My wife’s grandfather, Bill Groblebe, worked for the electric company in the early days of electricity in Eureka Springs. In those days, a power outage meant Grandpa Bill would set out on foot carrying all the tools, equipment and wire that he might need to look for the problem. He would follow the power line from Eureka Springs toward Rogers checking it out. At the same time, a lineman from Rogers would start out walking toward Eureka with the same goal. Whoever reached the outage first spliced the line and climbed the pole to put everything right. Grandpa Bill spent cold winter nights in the woods miles from town with a lantern looking for the cause of outages and restoring power.
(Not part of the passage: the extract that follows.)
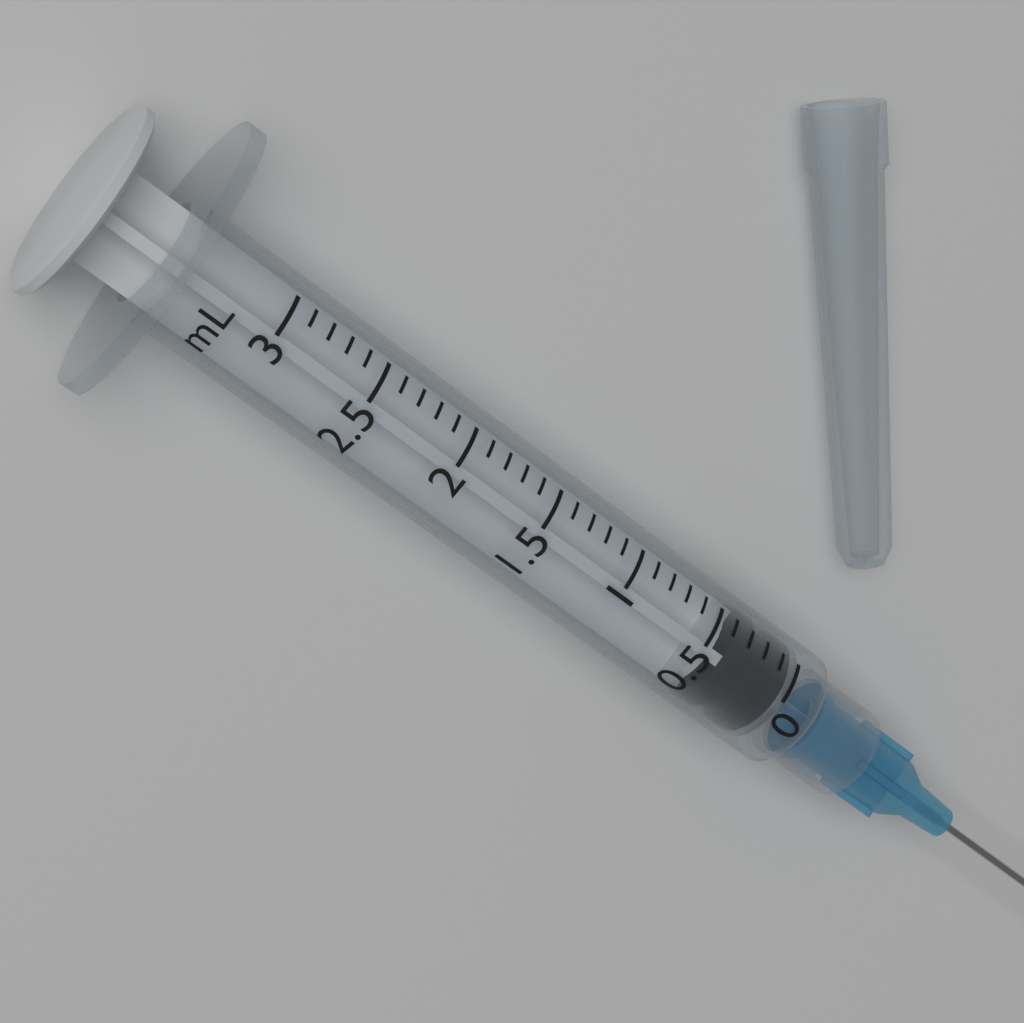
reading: 0.0 mL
Recently, late one night, I heard the muffled crash of a large tree falling followed by the lights blinking out. I pulled on my boots and tromped around outside in the rain with a flashlight. I found the power line resting on top of our old concrete spring house instead of being pulled taut between two electric poles. Dripping water, I returned to the house and called Carroll Electric. While I was outside, my wife had lit candles and oil lanterns. Since I didn’t expect to hear back from Carroll Electric until morning, I headed for bed.

Half an hour later, a utility truck came crawling down our little road. I jumped out of bed, pulled my boots back on and stumbled out the door. A Carroll Electric man was using a spotlight to look for downed power lines. I told the fellow the little I knew about the situation and we set out on foot. I hovered nearby at first, but then backtracked, knowing that standing ankle deep in spring water wasn’t the safest situation. The man returned to say that a sizeable white oak had brought the lines down and that he’d call his crew. The electricity was restored at approximately three in the morning. Lots of things have changed in the electric utility business over the years, but linemen are still out in the middle of the night turning on the lights.